Jane Shoenfeld

My abstract series in response to the WB Yeats’ poem “The Second Coming” reached completion when I had a major exhibit of this work in March 2022. Then late that spring, I went to Ghost Ranch in Abiquiu, NM to work en plein air. It was so windy and dusty, I couldn’t leave my rented cottage and go outside to paint. Fortunately, the sitting area had large windows and in front of a nearly invisible horizon sat the chamisas, bowing and blowing in the agitated air.  

So I focused on the bushes and began this current series with ”Chamisa Unfurled.” My yard where I live in Santa Fe is filled with chamisa, a ubiquitious bush, native to North Central New Mexico. I am carefully observing these plant beings and also the structure of human faces.  In this series of pastel paintings, I combine and dissolve images of my own face and white hair with feathery chamisa. My goal is to merge the structural with the  magical. Although careful observation has always grounded me, ultimately I prefer ambiguity in the visual information I present. 

Color’s emotional impact is also central. Much of the time, because I am working with a gestalt that can complete in a number of ways, I simplify my process with a predetermined palette. My medium of choice is pastel. I work in layers. 

When I moved to NM in 1987, I chose painting and my attraction to endless space over New York City’s grid. I’d grown up in the DC area and when it came time to go to college, I chose Pratt Institute, both for it’s location and because I got scholarships there. I earned undergraduate and graduate degrees at Pratt and also studied painting at a graduate level at Brooklyn College. 

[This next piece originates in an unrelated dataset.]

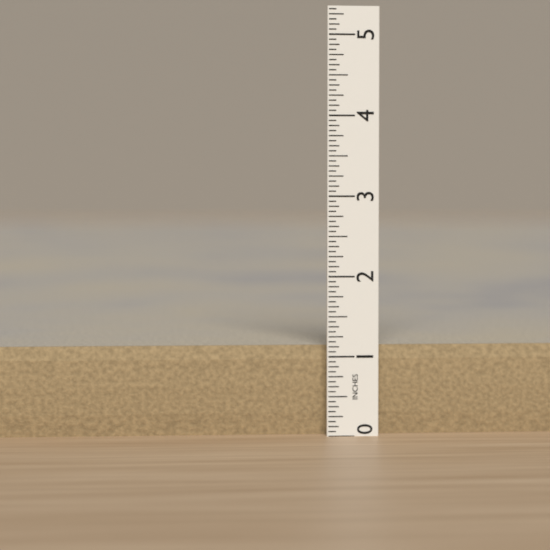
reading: 1.1250 in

In more recent times and coming out of the pandemic, life has been full.  In addition to my one person exhibit at Strata, I exhibited a series of pastels based on the WB Yeats’ poem The Second Coming at the spacious Visual Arts Gallery of the Santa Fe Community College. This two person exhibit, "Paintings and Poetry: the Center Cannot Hold" was the culmination of four years of absorption in Yeats’ prophetic poem. Many of these works were begun at a VCCA residency in October 2017. An additional residency at Jentel Arts in Wyoming, was also a gift. 

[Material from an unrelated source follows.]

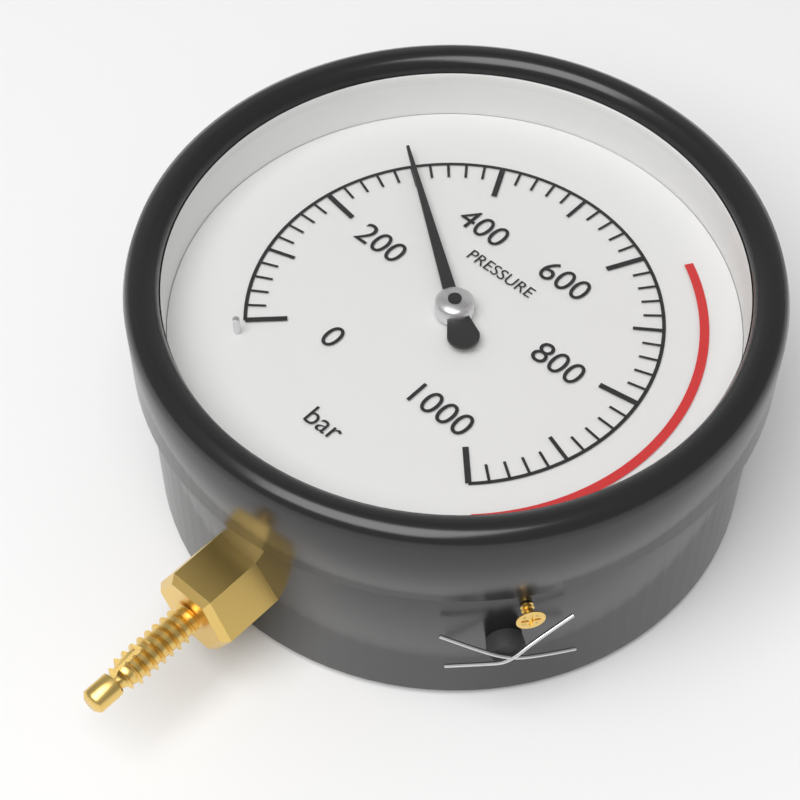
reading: 300 bar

My  artwork has been shown in solo shows and various curated and juried exhibitions in the Northeast and in the Southwest. I am grateful to The First Street Gallery in Chelsea, NYC for many years of representation. My work is represented in numerous private and corporate collections including NYNEX, Strock, Strock and Lavan, the Natalie Goldberg Collection and the NM Highway and Transportation Department.  Recently three abstract landscapes won purchase awards through NM Art in Public Places, and will be placed in the  new hospital tower of UNM Hospital. Coming up in 2024, 24 of my pastel paintings will be displayed in an exhibit curated by Regina Held, "Movers and Shakers - Artists Who Teach, Lead and Inspire" at the NM Cancer Center, ABQ. My work has also been exhibited at the Brooklyn Museum, Las Cruces Museum and the Millicent Rogers Museum. 

Although no longer part of academia, I continue to teach landscape painting in the spring and summer and every winter I hold a series of classes in my studio. I've organized and taught residential workshops at Ghost Ranch for 30 years. I taught art therapy and creative process for 15 years at the former College of Santa Fe.

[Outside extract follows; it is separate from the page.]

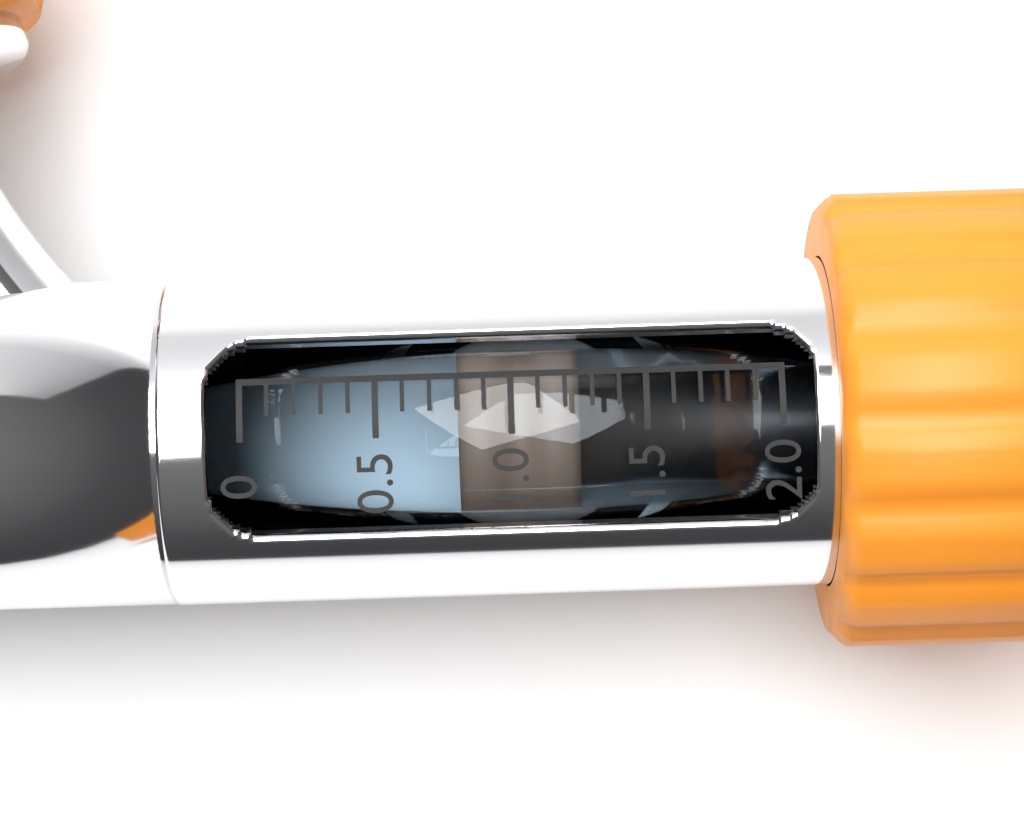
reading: 0.8 (no unit)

Art and life merge. I live among chamisa. I’m married to a poet. His study is across the hall from my studio. Petals in the Tunnel, a book of my paintings and poetry was published last year. The first poem in the book is titled “The Chamisa is a Ghost With Pale Green Wings.”

As an addendum: Included here are two fire pieces.  Our forests, our chamisa, our high desert expanses are threatened each year as the wind blows. The air is extremely dry in North Central New Mexico.  With climate change, the dangers from fire increase. “Mora” is a small mixed media piece created in 2022 during a season of wildly spreading fire. Mora is a the name of a small NM county devastated by wild fire. “Archetypal Fireball“ is an interior fire.